Note as well that given the resources they typically have access to if the U.S. “poor” were a nation, it would be one of the world’s richest. That many and their following generations continue to stay “poor” by U.S. standards is a testament to short-sighted policy that treats poverty as something merely caused by lack of income and thereby promotes a present orientation unsuited to rising from poverty.
Schools in particular as agents of socialization can break this underclass cycle, where education and a good one overrides values at home which may push children away from the present orientation of the people in their home environment toward a future orientation which is precisely what education is all about. But that means a rigorous school environment with strict discipline and educators that won’t excuse failure as something triggered by a society that makes people victims but who correctly identify failure’s locus as coming from within the individual.

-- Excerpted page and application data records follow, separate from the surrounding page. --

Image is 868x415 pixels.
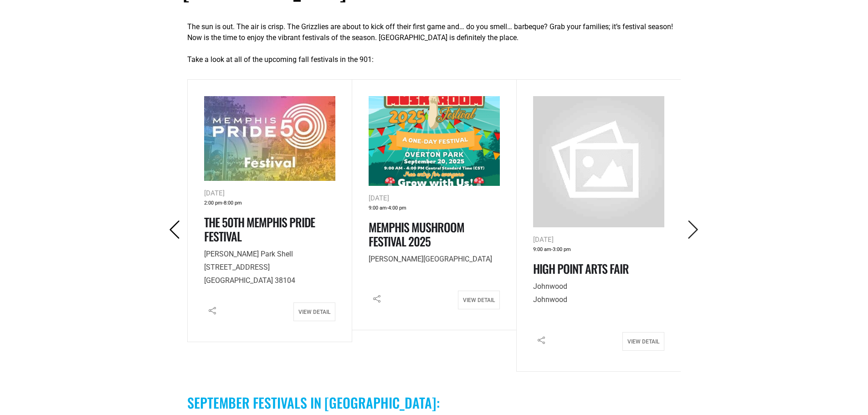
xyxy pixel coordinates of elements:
[533,245,551,255] span: 9:00 am
[533,245,664,255] div: -
[204,302,220,319] i: Share
[204,189,225,197] span: [DATE]
[369,290,385,307] i: Share
[165,220,184,239] i: Previous
[533,332,549,348] i: Share
[533,235,554,244] span: [DATE]
[204,199,222,208] span: 2:00 pm
[187,21,681,44] p: The sun is out. The air is crisp. The Grizzlies are about to kick off their first game and… do yo...
[163,219,187,241] button: Previous
[533,282,568,290] span: Johnwood
[204,247,335,287] p: [STREET_ADDRESS] [GEOGRAPHIC_DATA] 38104
[369,96,500,186] img: Colorful poster for the Memphis Mushroom Festival 2025 at Overton Park on September 20, featuring...
[204,96,335,181] img: Crowd gathered outdoors at the Memphis Pride 50 Festival in the Mid-South, with a stage, food tru...
[684,220,703,239] i: Next
[553,245,571,255] span: 3:00 pm
[388,203,406,213] span: 4:00 pm
[369,203,387,213] span: 9:00 am
[533,280,664,307] p: Johnwood
[204,249,293,258] span: [PERSON_NAME] Park Shell
[533,96,664,227] img: no-image.png
[622,332,664,351] a: View Detail
[204,213,315,245] a: The 50th Memphis Pride Festival
[293,302,335,321] a: View Detail
[533,260,629,277] a: High Point Arts Fair
[369,194,389,202] span: [DATE]
[458,290,500,309] a: View Detail
[369,203,500,213] div: -
[369,218,464,250] a: Memphis Mushroom Festival 2025
[224,199,242,208] span: 8:00 pm
[187,54,681,65] p: Take a look at all of the upcoming fall festivals in the 901:
[187,394,681,410] h2: SEPTEMBER Festivals in [GEOGRAPHIC_DATA]:
[681,219,706,241] button: Next
[204,199,335,208] div: -
[369,255,492,263] span: [PERSON_NAME][GEOGRAPHIC_DATA]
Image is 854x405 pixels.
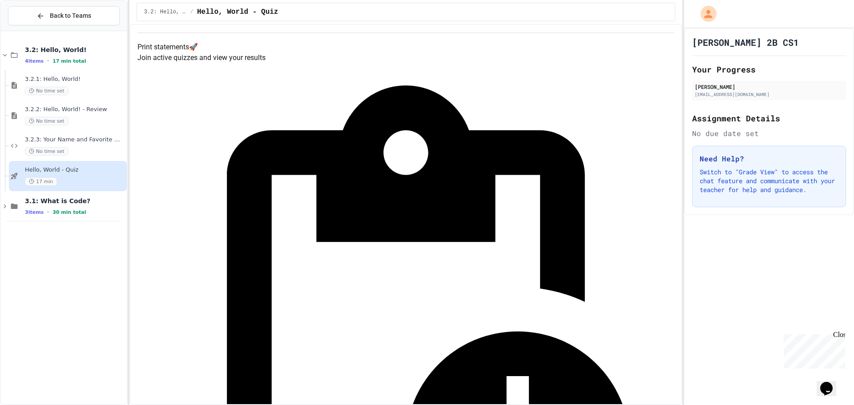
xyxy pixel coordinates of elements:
span: 30 min total [52,210,86,215]
h4: Print statements 🚀 [137,42,674,52]
span: 17 min [25,178,57,186]
p: Join active quizzes and view your results [137,52,674,63]
span: 4 items [25,58,44,64]
span: 3.1: What is Code? [25,197,125,205]
button: Back to Teams [8,6,120,25]
span: 3 items [25,210,44,215]
h2: Your Progress [692,63,846,76]
h3: Need Help? [700,153,839,164]
iframe: chat widget [817,370,845,396]
span: • [47,209,49,216]
span: 17 min total [52,58,86,64]
span: No time set [25,117,69,125]
span: 3.2: Hello, World! [25,46,125,54]
span: Back to Teams [50,11,91,20]
div: No due date set [692,128,846,139]
span: • [47,57,49,65]
span: Hello, World - Quiz [25,166,125,174]
div: [PERSON_NAME] [695,83,844,91]
div: My Account [691,4,719,24]
span: 3.2: Hello, World! [144,8,187,16]
span: 3.2.3: Your Name and Favorite Movie [25,136,125,144]
span: 3.2.2: Hello, World! - Review [25,106,125,113]
div: Chat with us now!Close [4,4,61,57]
span: No time set [25,87,69,95]
iframe: chat widget [780,331,845,369]
span: / [190,8,194,16]
p: Switch to "Grade View" to access the chat feature and communicate with your teacher for help and ... [700,168,839,194]
div: [EMAIL_ADDRESS][DOMAIN_NAME] [695,91,844,98]
span: Hello, World - Quiz [197,7,278,17]
h1: [PERSON_NAME] 2B CS1 [692,36,799,48]
span: 3.2.1: Hello, World! [25,76,125,83]
h2: Assignment Details [692,112,846,125]
span: No time set [25,147,69,156]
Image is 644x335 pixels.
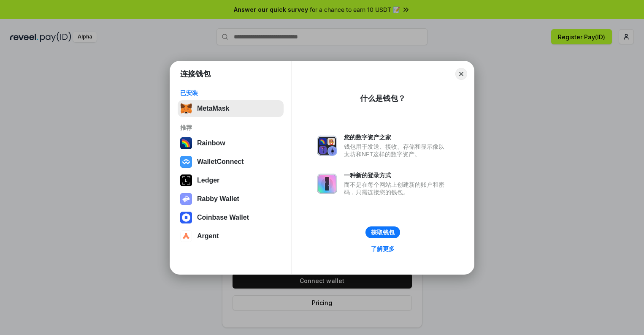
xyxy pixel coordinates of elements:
div: Rainbow [197,140,225,147]
div: Ledger [197,177,219,184]
div: 您的数字资产之家 [344,134,449,141]
div: 钱包用于发送、接收、存储和显示像以太坊和NFT这样的数字资产。 [344,143,449,158]
div: 了解更多 [371,245,395,253]
div: 一种新的登录方式 [344,171,449,179]
button: MetaMask [178,100,284,117]
button: Argent [178,228,284,245]
div: MetaMask [197,105,229,112]
button: Close [455,68,467,80]
button: Rabby Wallet [178,190,284,207]
div: WalletConnect [197,158,244,166]
button: Ledger [178,172,284,189]
img: svg+xml,%3Csvg%20xmlns%3D%22http%3A%2F%2Fwww.w3.org%2F2000%2Fsvg%22%20fill%3D%22none%22%20viewBox... [317,136,337,156]
div: 推荐 [180,124,281,131]
img: svg+xml,%3Csvg%20fill%3D%22none%22%20height%3D%2233%22%20viewBox%3D%220%200%2035%2033%22%20width%... [180,103,192,114]
h1: 连接钱包 [180,69,210,79]
img: svg+xml,%3Csvg%20width%3D%22120%22%20height%3D%22120%22%20viewBox%3D%220%200%20120%20120%22%20fil... [180,137,192,149]
button: Rainbow [178,135,284,152]
img: svg+xml,%3Csvg%20xmlns%3D%22http%3A%2F%2Fwww.w3.org%2F2000%2Fsvg%22%20width%3D%2228%22%20height%3... [180,175,192,186]
a: 了解更多 [366,244,400,255]
button: WalletConnect [178,153,284,170]
div: 获取钱包 [371,229,395,236]
img: svg+xml,%3Csvg%20width%3D%2228%22%20height%3D%2228%22%20viewBox%3D%220%200%2028%2028%22%20fill%3D... [180,230,192,242]
div: Coinbase Wallet [197,214,249,222]
div: 而不是在每个网站上创建新的账户和密码，只需连接您的钱包。 [344,181,449,196]
div: Argent [197,233,219,240]
button: 获取钱包 [366,227,400,238]
div: 什么是钱包？ [360,94,406,103]
div: Rabby Wallet [197,195,239,203]
img: svg+xml,%3Csvg%20xmlns%3D%22http%3A%2F%2Fwww.w3.org%2F2000%2Fsvg%22%20fill%3D%22none%22%20viewBox... [317,174,337,194]
div: 已安装 [180,89,281,97]
img: svg+xml,%3Csvg%20xmlns%3D%22http%3A%2F%2Fwww.w3.org%2F2000%2Fsvg%22%20fill%3D%22none%22%20viewBox... [180,193,192,205]
img: svg+xml,%3Csvg%20width%3D%2228%22%20height%3D%2228%22%20viewBox%3D%220%200%2028%2028%22%20fill%3D... [180,212,192,223]
button: Coinbase Wallet [178,209,284,226]
img: svg+xml,%3Csvg%20width%3D%2228%22%20height%3D%2228%22%20viewBox%3D%220%200%2028%2028%22%20fill%3D... [180,156,192,168]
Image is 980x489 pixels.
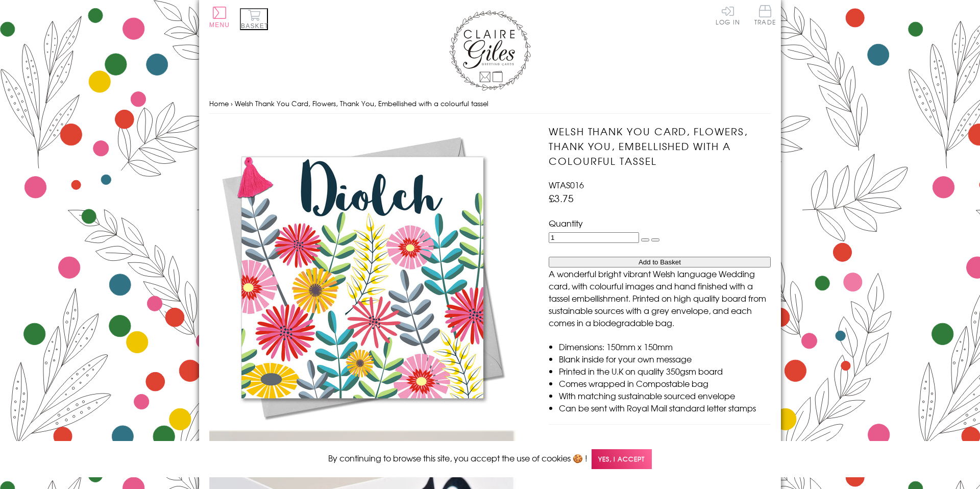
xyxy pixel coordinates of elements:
[230,98,232,109] span: ›
[210,22,229,28] span: Menu
[549,257,770,267] button: Add to Basket
[549,178,583,191] span: WTAS016
[549,191,574,205] span: £3.75
[557,440,656,452] a: Go back to the collection
[210,98,228,109] a: Home
[240,8,268,30] button: Basket
[638,259,681,266] span: Add to Basket
[210,124,515,430] img: Welsh Thank You Card, Flowers, Thank You, Embellished with a colourful tassel
[210,7,229,28] button: Menu
[754,5,776,25] span: Trade
[716,5,740,25] a: Log In
[559,341,770,353] li: Dimensions: 150mm x 150mm
[210,93,770,114] nav: breadcrumbs
[549,217,583,229] label: Quantity
[591,449,651,469] span: Yes, I accept
[449,10,531,91] img: Claire Giles Greetings Cards
[549,124,770,168] h1: Welsh Thank You Card, Flowers, Thank You, Embellished with a colourful tassel
[549,267,770,329] p: A wonderful bright vibrant Welsh language Wedding card, with colourful images and hand finished w...
[559,377,770,389] li: Comes wrapped in Compostable bag
[559,353,770,364] li: Blank inside for your own message
[559,364,770,377] li: Printed in the U.K on quality 350gsm board
[559,401,770,413] li: Can be sent with Royal Mail standard letter stamps
[235,98,488,109] span: Welsh Thank You Card, Flowers, Thank You, Embellished with a colourful tassel
[559,389,770,401] li: With matching sustainable sourced envelope
[754,5,776,27] a: Trade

Of course, certain children have tougher environments than other, and here policy of the last six decades hasn’t helped by treating poverty as a lack of money, not as it truly is, a lack of character (once discriminatory policies were excised from the law about a half-century ago which accelerated the immense change in societal attitudes away from backing these). People are rational beings; give them incentives not to orient themselves to the future by just throwing money at them and they’ll quite rationally stay the same, essentially wasting those resources by using them to cater to appetites in the present.
Beyond perverse incentives from federal policy, certainly Louisiana has done a poor job in both policy and administrative terms to ameliorate this. Exemplifying this, Medicaid expansion provided yet another disincentive to pursue wealth-building measures, and the state’s inability to protect children in brutal home environments impedes acquisition of any attitudinal future orientation imparted by schools or policy incentives.
Ultimately, policy-makers must understand the genuine causes of poverty and that families not having resources don’t create low-achieving schools, but that the relationship is non-recursive and highly subject to policy decisions on both ends. Proper policy aimed at changing attitudes, not just transferring wealth, ultimately alleviates poverty, which then helps to increase school achievement where the instruction within inculcates a future orientation, which then increases wealth while reinforcing that policy that focuses on people thinking with a future orientation rather than a present one.
In short, if Louisiana is serious about both decreasing impoverishment and improving educational achievement, because the two must happen simultaneously or improvement in neither will come, it will stop focusing on ideas such as raising the minimum wage, tax policy that encourages wealth redistribution, and ever more government spending on subsidizing too many who act not to take advantage of that gift, including blank checks for education. Only until the underclass culture changes, which won’t happen through increased wealth redistribution, will Louisiana see its dismal level of educational achievement improve.